On Mon, Aug 23, 2010 at 1:33 PM, Raymond Hettinger
<raymond.hettinger@gmail.com> wrote:
I don't have a specific proposal in mind.
That's why I called it scope creep. :-) Trust me, your proposal will not lead to a quick and better replacement for hasattr(). (See several other people's replies.)
My main questions are
* Is there anything that hasattr(obj, key) can or should do that
can't already be done with getattr(obj, key, None)?
If not, do we really need to change anything?
getattr(obj, 'key', None) returns None when obj.key exists and has the value None. The workaround is ugly.
* Why do people typically use hasattr() instead getattr()?
Aren't they are really trying to just determine
whether a key exists somewhere in the MRO?
If so, then doing anything more than that is probably a surprise.
Most users who call hasattr() probably don't even know what MRO means. They call hasattr() because they want to avoid a try/except clause. The reasons they are not calling getattr(obj, key, None) could be many: never heard of it, too obscure (it surely doesn't spell "has the attribute" like hasattr() does to the beginning user), or (probably common) the actual attribute access is in some other piece of code they are about to call but don't control.
I know my own uses of hasattr() do not expect any exceptions at all.
It comes up in duck typing support different handling for different
types of inputs. If others are using it the same way, I think it is
unlikely that they have unittests to cover the possibility that
hasattr() would ever start raising exceptions.
It already raises *some* exceptions (those derived from BaseException but not Exception). I think that change was a definite non-event.
I can vouch that the reason hasattr() catches too many exceptions is
that when I first added it (around 1990, I think :-) I wasn't very
attuned yet to the problems it could cause.
Fire-up the time machine?
Raymond
P.S. The current behavior seems to be deeply embedded:
But note that hasattr() doesn't call those.
- int PyObject_HasAttr(PyObject *o, PyObject *attr_name)
- Returns 1 if o has the attribute attr_name, and 0 otherwise. This is equivalent to the Python expression hasattr(o, attr_name). This function always succeeds.
- int PyObject_HasAttrString(PyObject *o, const char *attr_name)
- Returns 1 if o has the attribute attr_name, and 0 otherwise. This is equivalent to the Python expression hasattr(o, attr_name). This function always succeeds.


#### [Problem to work on]
Consider each line of the material below and note whether it holds "bacterium". State how many do, and nothing else.

#### [Dataset records]
◇ ◇ ◇
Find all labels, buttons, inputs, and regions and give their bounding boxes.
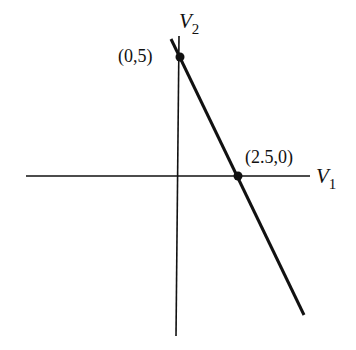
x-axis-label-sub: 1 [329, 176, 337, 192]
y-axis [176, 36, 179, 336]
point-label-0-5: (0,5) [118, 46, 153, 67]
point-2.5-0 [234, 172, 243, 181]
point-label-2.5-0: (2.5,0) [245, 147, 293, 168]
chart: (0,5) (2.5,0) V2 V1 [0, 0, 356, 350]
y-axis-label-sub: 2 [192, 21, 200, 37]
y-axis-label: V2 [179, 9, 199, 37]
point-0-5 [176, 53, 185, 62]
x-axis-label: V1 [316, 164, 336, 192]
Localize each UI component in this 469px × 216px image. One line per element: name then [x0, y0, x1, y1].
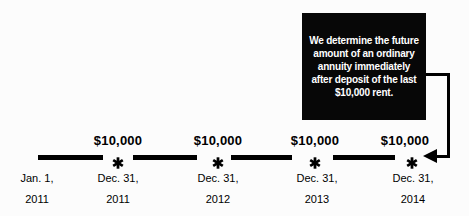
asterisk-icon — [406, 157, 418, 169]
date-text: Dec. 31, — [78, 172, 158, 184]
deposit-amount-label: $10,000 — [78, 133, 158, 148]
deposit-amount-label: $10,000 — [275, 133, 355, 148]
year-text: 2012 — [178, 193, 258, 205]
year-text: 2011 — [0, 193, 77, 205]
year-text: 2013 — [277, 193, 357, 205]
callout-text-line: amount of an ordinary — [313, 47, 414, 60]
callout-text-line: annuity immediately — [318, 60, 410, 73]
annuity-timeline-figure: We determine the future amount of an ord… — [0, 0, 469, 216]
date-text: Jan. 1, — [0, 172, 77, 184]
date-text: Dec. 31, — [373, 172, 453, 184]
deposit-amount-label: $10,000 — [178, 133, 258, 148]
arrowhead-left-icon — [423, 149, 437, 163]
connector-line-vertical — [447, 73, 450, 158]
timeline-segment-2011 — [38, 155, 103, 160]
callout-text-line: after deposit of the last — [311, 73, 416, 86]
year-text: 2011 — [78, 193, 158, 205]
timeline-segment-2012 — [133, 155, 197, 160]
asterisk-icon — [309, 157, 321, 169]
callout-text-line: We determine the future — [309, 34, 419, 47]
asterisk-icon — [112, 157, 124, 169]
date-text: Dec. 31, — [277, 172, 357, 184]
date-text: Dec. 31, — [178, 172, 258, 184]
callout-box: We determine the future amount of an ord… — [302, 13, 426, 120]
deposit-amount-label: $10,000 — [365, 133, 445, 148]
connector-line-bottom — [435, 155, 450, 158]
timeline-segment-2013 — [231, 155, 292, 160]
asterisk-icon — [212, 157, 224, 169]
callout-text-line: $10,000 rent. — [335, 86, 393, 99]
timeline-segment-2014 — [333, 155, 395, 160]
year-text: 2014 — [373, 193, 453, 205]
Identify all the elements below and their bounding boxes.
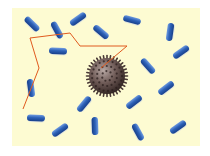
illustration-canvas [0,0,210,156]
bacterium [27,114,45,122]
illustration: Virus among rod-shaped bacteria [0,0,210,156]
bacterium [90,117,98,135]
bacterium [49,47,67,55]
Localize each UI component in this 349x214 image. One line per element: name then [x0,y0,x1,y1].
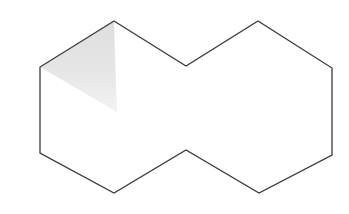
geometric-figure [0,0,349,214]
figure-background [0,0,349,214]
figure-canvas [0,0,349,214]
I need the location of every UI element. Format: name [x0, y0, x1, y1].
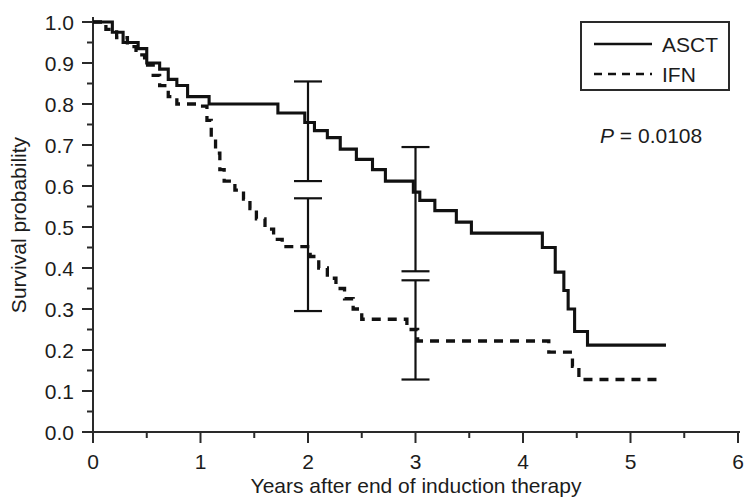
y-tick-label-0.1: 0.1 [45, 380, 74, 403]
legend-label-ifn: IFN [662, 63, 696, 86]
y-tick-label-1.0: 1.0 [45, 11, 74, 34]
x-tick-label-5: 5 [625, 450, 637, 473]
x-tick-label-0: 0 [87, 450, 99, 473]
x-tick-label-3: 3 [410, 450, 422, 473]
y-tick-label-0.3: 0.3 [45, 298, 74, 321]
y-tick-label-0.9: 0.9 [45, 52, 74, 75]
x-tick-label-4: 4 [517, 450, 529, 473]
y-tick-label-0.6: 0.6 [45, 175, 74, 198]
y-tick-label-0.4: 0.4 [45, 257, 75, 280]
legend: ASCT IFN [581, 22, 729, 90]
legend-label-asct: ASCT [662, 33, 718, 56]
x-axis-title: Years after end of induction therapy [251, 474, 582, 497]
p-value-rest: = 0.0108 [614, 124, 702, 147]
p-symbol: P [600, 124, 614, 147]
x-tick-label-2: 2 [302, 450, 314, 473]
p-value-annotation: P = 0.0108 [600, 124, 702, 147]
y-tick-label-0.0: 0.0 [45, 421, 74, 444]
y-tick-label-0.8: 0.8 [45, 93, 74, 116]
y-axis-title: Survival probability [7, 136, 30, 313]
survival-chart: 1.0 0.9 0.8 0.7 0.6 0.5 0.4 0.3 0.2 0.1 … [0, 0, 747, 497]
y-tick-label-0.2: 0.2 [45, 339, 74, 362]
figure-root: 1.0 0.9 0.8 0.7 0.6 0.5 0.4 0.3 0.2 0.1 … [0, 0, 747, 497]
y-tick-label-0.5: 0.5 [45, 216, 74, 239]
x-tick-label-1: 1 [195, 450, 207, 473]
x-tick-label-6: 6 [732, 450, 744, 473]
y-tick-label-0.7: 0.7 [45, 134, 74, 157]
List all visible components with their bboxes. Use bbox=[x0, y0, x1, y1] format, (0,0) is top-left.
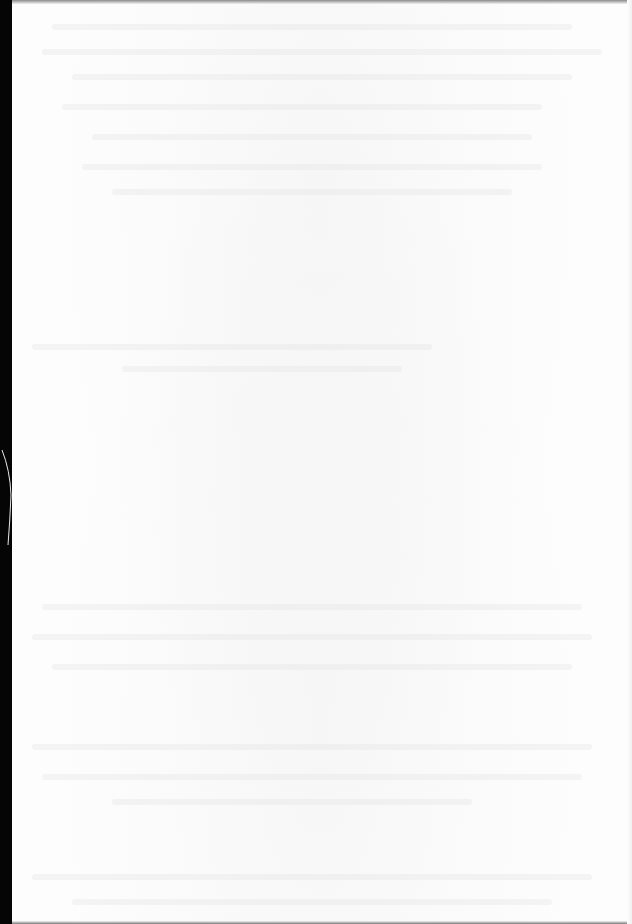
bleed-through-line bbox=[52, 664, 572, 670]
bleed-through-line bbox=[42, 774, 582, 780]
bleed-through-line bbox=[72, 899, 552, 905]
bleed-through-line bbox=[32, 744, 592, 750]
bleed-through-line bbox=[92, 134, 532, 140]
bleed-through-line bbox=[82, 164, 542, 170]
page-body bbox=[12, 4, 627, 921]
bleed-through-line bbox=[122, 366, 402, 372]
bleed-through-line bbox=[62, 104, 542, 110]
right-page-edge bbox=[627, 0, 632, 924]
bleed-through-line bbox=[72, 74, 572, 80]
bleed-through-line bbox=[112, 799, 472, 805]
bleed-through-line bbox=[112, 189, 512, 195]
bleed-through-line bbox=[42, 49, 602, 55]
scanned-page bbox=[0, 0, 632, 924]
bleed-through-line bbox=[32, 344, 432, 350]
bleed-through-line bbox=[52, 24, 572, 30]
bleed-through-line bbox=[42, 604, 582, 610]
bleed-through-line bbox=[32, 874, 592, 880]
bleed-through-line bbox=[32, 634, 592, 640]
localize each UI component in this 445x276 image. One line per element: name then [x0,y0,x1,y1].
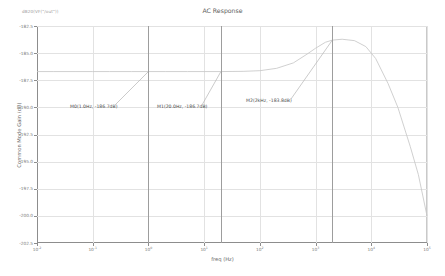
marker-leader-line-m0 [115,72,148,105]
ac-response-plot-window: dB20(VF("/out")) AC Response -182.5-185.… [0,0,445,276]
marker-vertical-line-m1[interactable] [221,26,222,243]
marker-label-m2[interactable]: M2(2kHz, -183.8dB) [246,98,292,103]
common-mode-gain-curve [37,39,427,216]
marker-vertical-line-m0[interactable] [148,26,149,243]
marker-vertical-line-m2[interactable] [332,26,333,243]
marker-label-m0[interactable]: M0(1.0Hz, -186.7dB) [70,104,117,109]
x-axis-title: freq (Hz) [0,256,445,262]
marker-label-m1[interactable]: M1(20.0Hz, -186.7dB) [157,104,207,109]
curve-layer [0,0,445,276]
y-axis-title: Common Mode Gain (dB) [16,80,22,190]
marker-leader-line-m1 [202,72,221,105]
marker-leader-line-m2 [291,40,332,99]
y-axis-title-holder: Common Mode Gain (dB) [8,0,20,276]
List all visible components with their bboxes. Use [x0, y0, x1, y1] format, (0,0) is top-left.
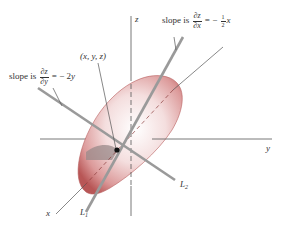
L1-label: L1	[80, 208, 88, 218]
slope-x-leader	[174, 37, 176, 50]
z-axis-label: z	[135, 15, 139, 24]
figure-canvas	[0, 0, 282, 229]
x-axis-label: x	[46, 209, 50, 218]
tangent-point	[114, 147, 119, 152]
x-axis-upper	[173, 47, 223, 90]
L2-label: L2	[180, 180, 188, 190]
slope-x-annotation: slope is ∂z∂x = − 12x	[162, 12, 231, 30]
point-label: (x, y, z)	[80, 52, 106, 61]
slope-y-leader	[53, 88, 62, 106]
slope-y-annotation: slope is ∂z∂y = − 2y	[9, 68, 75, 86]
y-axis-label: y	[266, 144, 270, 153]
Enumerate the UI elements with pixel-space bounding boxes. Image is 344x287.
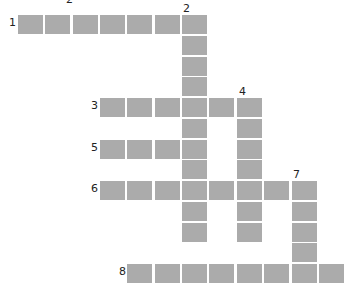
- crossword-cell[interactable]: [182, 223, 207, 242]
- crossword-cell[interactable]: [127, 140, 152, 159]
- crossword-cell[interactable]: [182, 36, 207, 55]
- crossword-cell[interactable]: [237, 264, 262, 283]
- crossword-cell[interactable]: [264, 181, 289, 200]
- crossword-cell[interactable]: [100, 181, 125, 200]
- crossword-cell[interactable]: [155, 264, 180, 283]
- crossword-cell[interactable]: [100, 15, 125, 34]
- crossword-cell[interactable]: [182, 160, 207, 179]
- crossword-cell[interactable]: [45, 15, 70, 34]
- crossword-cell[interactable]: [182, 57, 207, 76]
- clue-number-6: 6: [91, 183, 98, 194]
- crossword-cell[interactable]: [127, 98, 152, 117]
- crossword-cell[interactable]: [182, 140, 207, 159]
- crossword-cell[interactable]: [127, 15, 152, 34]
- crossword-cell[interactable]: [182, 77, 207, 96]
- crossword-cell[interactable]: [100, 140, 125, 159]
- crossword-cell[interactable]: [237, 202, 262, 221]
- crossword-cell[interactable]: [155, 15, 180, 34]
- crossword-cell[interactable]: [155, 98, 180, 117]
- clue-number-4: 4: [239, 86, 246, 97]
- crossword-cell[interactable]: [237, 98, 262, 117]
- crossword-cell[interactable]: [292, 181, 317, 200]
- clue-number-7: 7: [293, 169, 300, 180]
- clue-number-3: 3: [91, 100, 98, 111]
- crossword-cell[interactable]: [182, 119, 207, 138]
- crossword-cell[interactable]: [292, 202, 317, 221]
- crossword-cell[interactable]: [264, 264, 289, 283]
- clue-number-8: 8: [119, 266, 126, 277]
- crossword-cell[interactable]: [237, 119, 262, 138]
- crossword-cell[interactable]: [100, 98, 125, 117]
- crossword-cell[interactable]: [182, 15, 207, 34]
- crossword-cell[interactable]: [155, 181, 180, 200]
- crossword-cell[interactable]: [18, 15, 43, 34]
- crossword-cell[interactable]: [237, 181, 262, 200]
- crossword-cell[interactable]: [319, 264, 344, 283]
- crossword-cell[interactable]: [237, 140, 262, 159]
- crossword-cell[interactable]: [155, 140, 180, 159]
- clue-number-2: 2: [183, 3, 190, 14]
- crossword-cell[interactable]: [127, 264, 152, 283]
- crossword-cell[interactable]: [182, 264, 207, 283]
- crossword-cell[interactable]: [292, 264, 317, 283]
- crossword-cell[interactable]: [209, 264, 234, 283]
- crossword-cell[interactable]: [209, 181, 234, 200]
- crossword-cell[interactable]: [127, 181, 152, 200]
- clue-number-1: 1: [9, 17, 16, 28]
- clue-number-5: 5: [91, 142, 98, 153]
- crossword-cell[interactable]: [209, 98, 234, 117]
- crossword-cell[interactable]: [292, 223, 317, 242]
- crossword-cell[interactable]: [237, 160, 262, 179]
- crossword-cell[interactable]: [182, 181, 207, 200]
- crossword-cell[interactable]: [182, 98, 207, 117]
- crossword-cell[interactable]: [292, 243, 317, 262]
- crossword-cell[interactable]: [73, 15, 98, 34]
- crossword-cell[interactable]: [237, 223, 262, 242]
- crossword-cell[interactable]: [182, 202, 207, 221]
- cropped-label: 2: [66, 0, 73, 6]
◇ ◇ ◇
#### [Answer box]
3